Both of these issues can be addressed by taking the sine of the logarithm function. Consider

f(t) = sin log t.

Inasmuch as a signal may be said to have a frequency at a particular time, the "instantaneous pitch" of any function of the form f(t) = sin g(t), at time t, is the derivative of g(t) divided by the period of the sine function, 2, giving F(t) = g'(t)/2. Letting F(t) stand for this interpretation of the instantaneous pitch of f(t), we have that

f(t) = sin log t
F(t) = log t / dt = 1/2t.

The function shifted by pitch p becomes

f(pt) = sin (log pt) = sin (log t + log p), which is an inaudible phase shift,
F(pt) = (log t + log p) / dt = 1/2t.

That is, the instantaneous pitch of sin log t, at time t, is the same as the instaneous pitch of sin log pt! This is a sound which "sounds the same" played at any pitch. As can be seen from F(t) above, the signal is a rapidly falling tone, beginning at infinite pitch, and rapidly descending. It is illustrated in figure 1.

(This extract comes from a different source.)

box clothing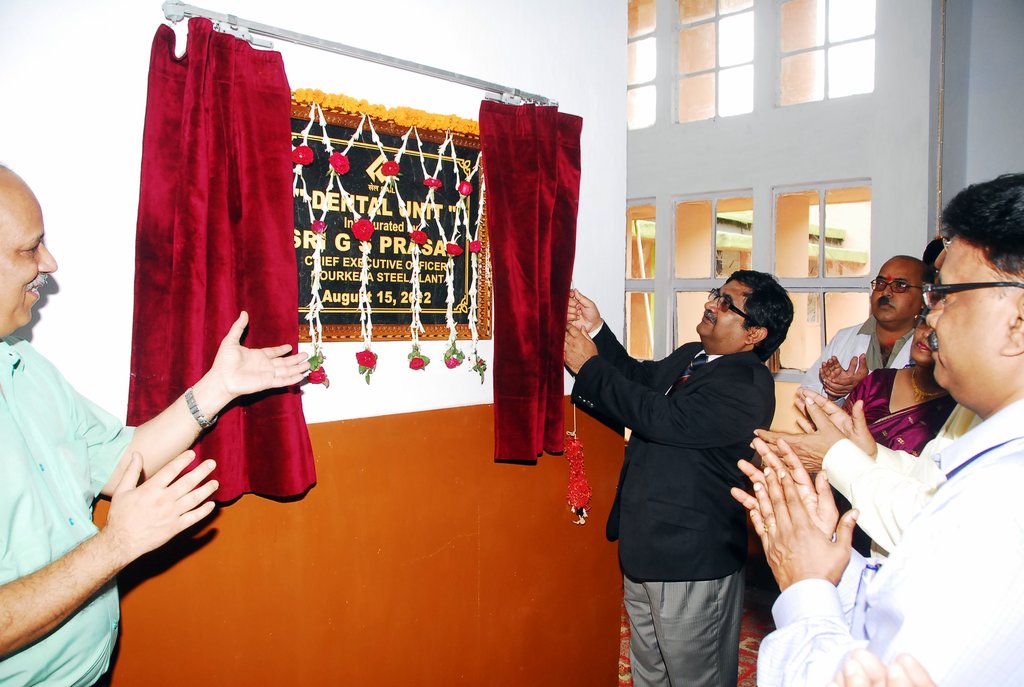
{"x1": 797, "y1": 313, "x2": 913, "y2": 410}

For practical purposes, we will want to scale the function appropriately for a human listener. The function as given, if we take t in seconds, will have fallen from 20kHz at time t=8e-6 to 20 Hz at time t=8e-3. The sound will have passed through the entire range of human hearing in less than a hundredth of a second. Again, this is uninteresting when downloaded to a sampling keyboard. Scaling the function slightly, so that the frequency at time t = 1 second is 100 Hz, gives

f(t) = sin (200 log t),
F(t) = 100/t.

One final equation shall be presented. Suppose we wish to construct this waveform from discrete samples, with a sampling rate of R. Let us call the samples S1, S2, ... . Sn = f(n/R), giving

Sn = sin (200 log (n/R)) = sin (200 (log n - log R)).

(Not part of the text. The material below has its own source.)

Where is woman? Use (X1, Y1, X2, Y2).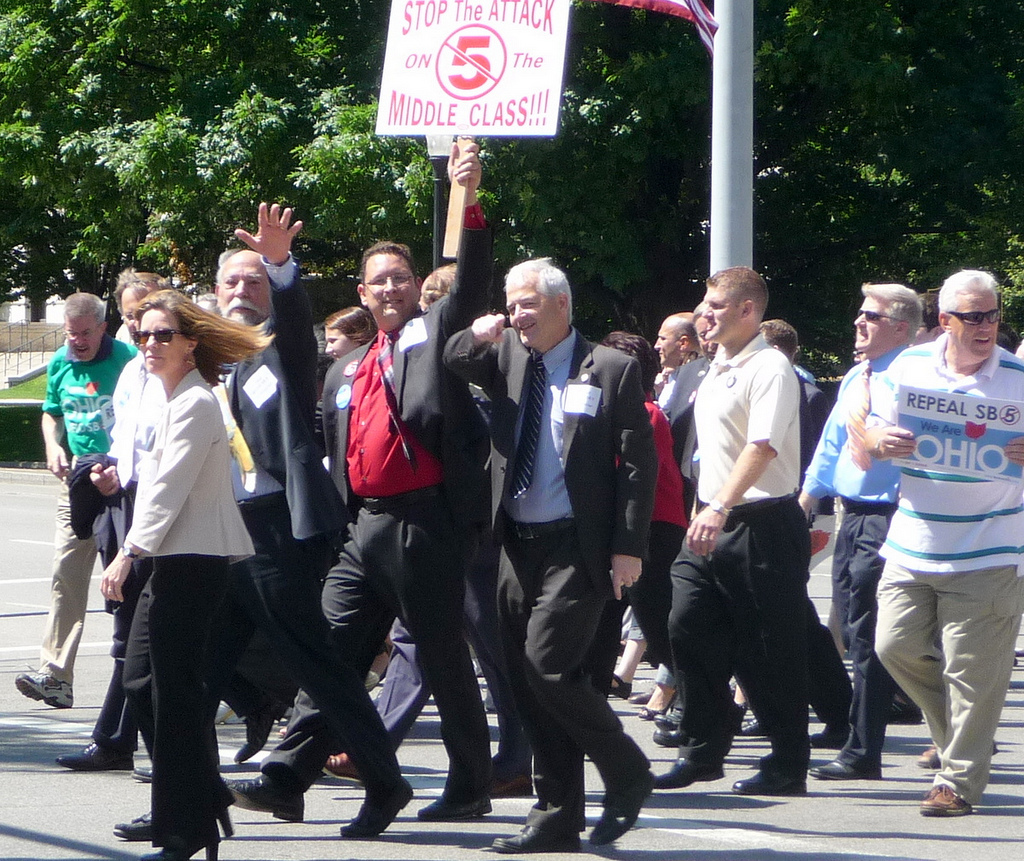
(84, 275, 277, 847).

The log R term provides only an inaudible phase shift of the sine function, and may be omitted without altering the perceived sound, leaving

Sn = sin (200 log n) for sample rate R.

The sample rate does not matter, this sound is safe at any speed.


Bibliography

Shepard, Roger. "Circularity in Judgements of Relative Pitch". Journal of the Acoustical Society of America V36n12 (December 1964) pp2346-2353.

Schroeder, Manfred R. "Auditory Paradox based on fractal waveform". Journal of the Acoustical Society of America V79n1 (January 1986) pp 186-189.

Risset, Jean-Claude. "Pitch and rhythm paradoxes: Comments on 'Auditory paradox based on fractal waveform'". Journal of the Acoustical Society of America V80n3 (September 1986) pp 961-962.